In the year 2020 I will probably be finishing my degree in economics.
This time next week I’ll be flying to Cuba. I´m so excited!

  • Future Perfect: 
    – Construction: will have + past participle (-ed or irregular form)
    – Uses: actions finished by a particular moment in the future:

By the year 2025 I will have finishe1d my Master’s Degree in Marketing Strategies.
Don’t worry, I
will have tidied up my bedroom by the time you come back.

  • Future Perfect Continuous: 
    – Construction: will have been + gerund (-ing)
    – Uses: actions that will have been in progress for some time until a moment in the future:

By next Saturday, I will have been studying for 5 days. I´ll be exhausted!
He
will have been cooking for a couple of hours by the time you get home. 


  • Other ways of talking about the future:

– shall + base:

1. Offers as questions with the first persons (I, We): this is probably the most common use nowadays, especially in British English.
Shall I take you to the airport? I don’t mind, really.
Shall we go out to dinner?

2. Future tense instead of will, typically with the first persons (I, We): 
I shall ignore the questions which do not apply to a particular item.
We shall return to this question later on.  

3. Expressing strong assertions or intentions: 
You shall not pass! (Gandalf, against the Balrog in The Lord of The Rings)
They shall succeed.
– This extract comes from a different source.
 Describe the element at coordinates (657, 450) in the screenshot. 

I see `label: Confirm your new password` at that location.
I’m sure about that!

4. Expressing an instruction, command, or obligation: 
You shall not steal.
Every employee shall be responsible for the use of the resources available.
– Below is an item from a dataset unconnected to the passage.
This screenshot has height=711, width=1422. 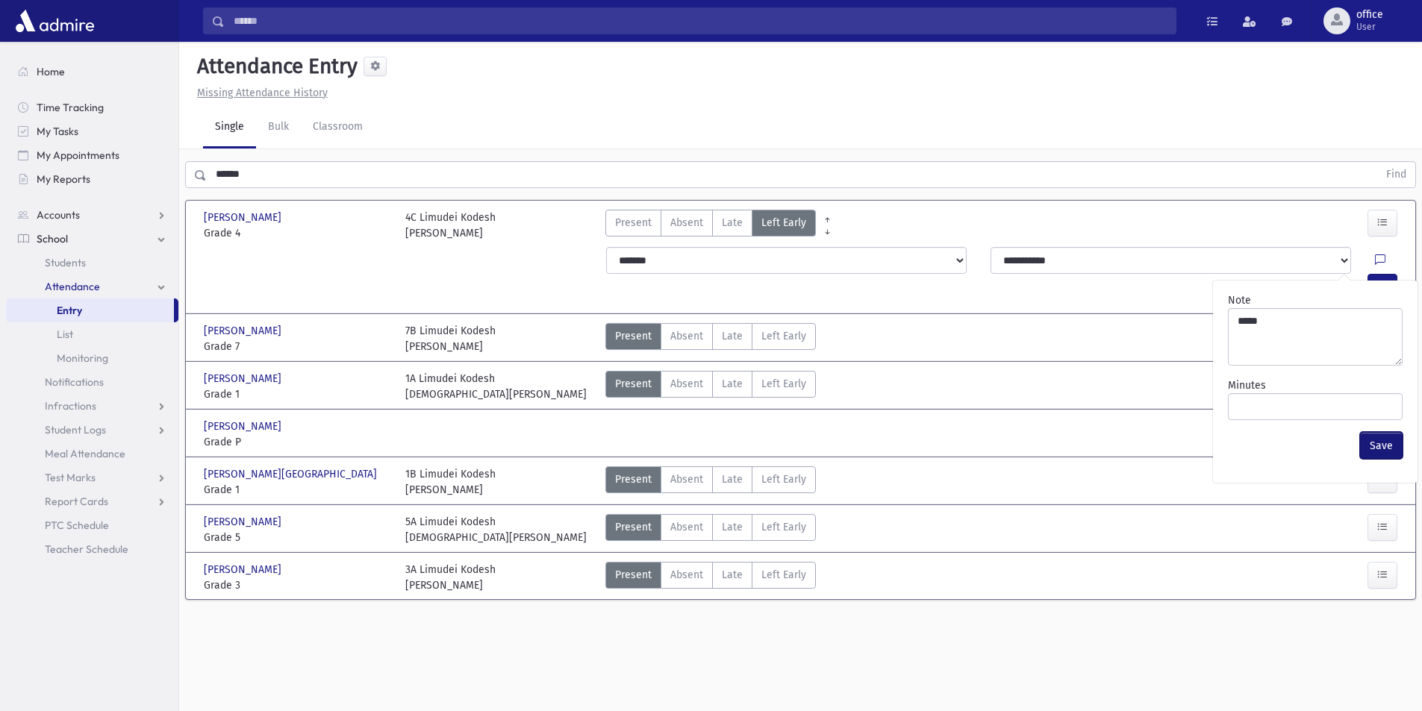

– be going to + base: to talk about predictions based on evidence, and for future intentions/plans.

My sister is going to adopt a child. She made the decision yesterday. (intention)
The news said it’s going to rain tomorrow. (prediction)

– Present Continuous: am/is/are + gerund (-ing). We use the present continuous for future arrangements, that is, things we have decided to do and we have already made something to arrange it.

                We’re getting married in October. We’ve already booked the church.
                She’s leaving on Friday.

– Present Simple: to talk about scheduled events or timetables.

Our train departs at 6.30 in the morning. We’ll have to get up very early.
When
does your plane arrive?

– Future Time Clauses (present simple): a future time clause is a part of a sentence, similar to a conditional clause, but introduced by a time expression (when, before, until, as soon as, etc.). In these cases, we normally use the present simple tense.

I will give you a call as soon as I get home.
Don’t expect me to visit you before I finish my exams.

– be + to infinitive: in formal rules/instructions or to talk about official plans. Common in news reports.

The British Prime Minister is to visit Madrid next week.
Staff are not to use the company telephone for personal calls.

– Future in the past: to talk about the future as it used to be in the past. We can use was/were going to + infinitive, or would + base.

When I was a kid I thought I would be a doctor when I grew up.
By the time I left college, I knew I was going to move abroad at some point.